Have you heard of the Ramsey Baby Steps? www.ramseysolutions.com/dave-ramsey-7-baby-steps
Overdraft - that is part of Baby Step 0, getting current. So I would focus on paying that off. You may well have a good deal at the moment from your bank but that may not last. If you paid £100 a month to it, you would be free of that within 5 months - so several months before Christmas. You can then put that £100 a month towards a Christmas sinking fund.
I am opening up a holiday and car fund later on today, would you suggest opening up a savings for anything else?

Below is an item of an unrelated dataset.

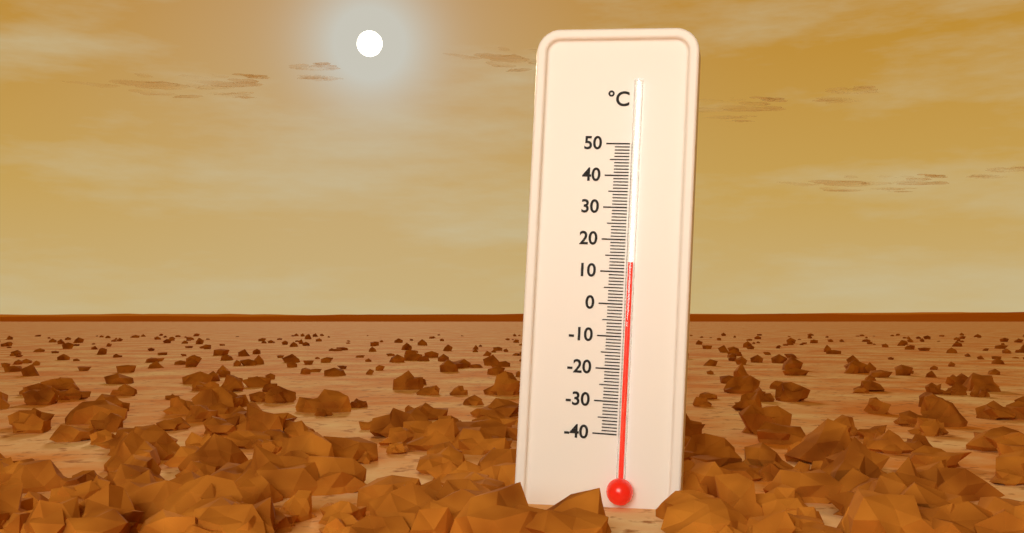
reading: 13 °C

Christmas, see above. Car fund - what would that include: cost of a car, insurance, tax, MOT, ongoing maintenance.
Birthdays - you can probably cash flow those every month but you might want to have a small pot of money for birthday presents, cards etc.

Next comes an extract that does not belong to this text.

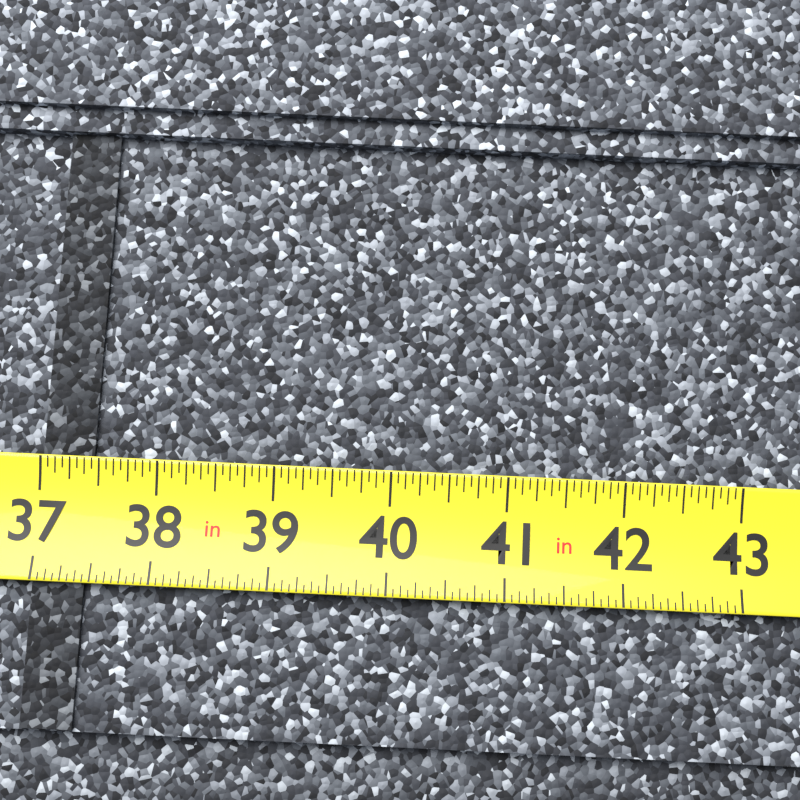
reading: 37.4375 in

Should I continue to contribute to my emergency fund or is £6k enough?
It depends on your circumstances. Are you spending £1k a month on essentials such as rent, heat/light/water, internet/phone, travel, food, clothing? If so then £6k sounds about right.
I don't have very much in my pension (less than £100) because I didn't opt in but now I have and I've increased my contribution to the max (5%).

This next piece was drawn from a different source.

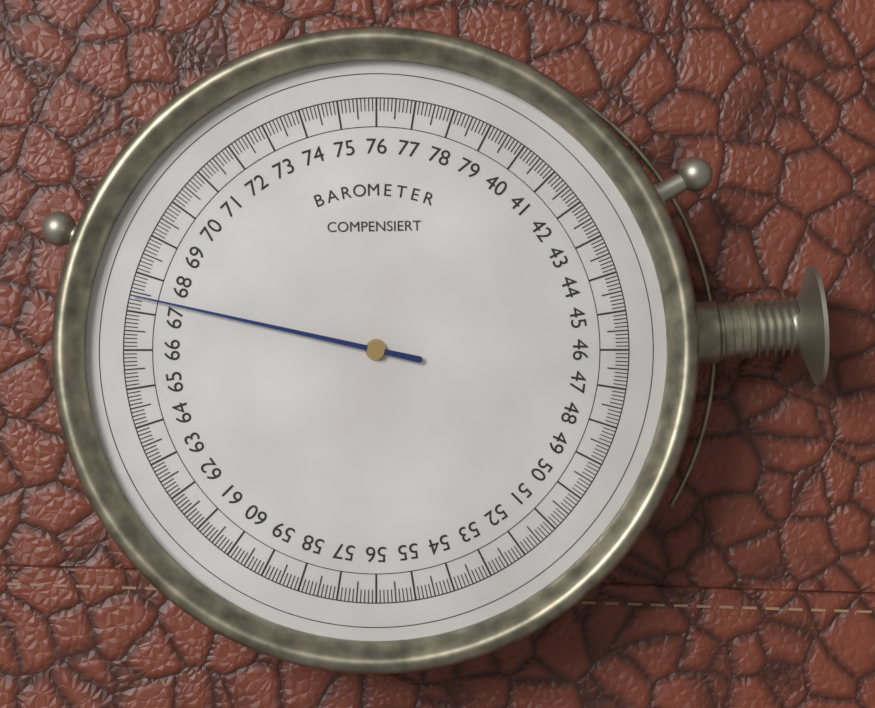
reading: 67.4 (no unit)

Great. 5% won't be the max, the most you can pay in to your pension each year and get tax relief on that, is equal to your 0.8 x gross salary, or £32,000 (£40,000 gross) whichever is lower. Minus what the employer pays in.
Putting something in pension is a great idea. If you put in 5% and your employer puts in 5% then that's fantastic. Do at least enough to get whatever your employer contributes. If you want a percentage to aim for, then 15% is a good figure... but some can go to LISA.
Do you think it's worth opening up an ISA
Yes, but is buying a home likely in the next 10 years? A Lifetime ISA is something to look at, you can put up to £4k in each financial year. It can be used towards a first home deposit, up to £450,000 value (I think, look up the figure, plus it may change in future).
If a home purchase is likely in under 5 years time, use a CASH Lifetime ISA. Otherwise a Stocks & Shares Lifetime ISA.
Try to keep focus... so if you get extra money such as from a tax refund, put it towards your primary focus area. Initially that may be repaying debt, then topping up emergency fund, then topping up a sinking fund.
Do you like YouTube, or Podcasts, or Audiobooks, or all three? Are you listening to and/or watching financial channels such as:
Meaningful Money, Money To The Masses, In Her Financial Shoes, MamaFurFur, That Mint Podcast, The Art of Money Saving, ChooseFI
Use whatever medium you like to get as much information from as many sources as possible, so you learn about how pensions and investments work.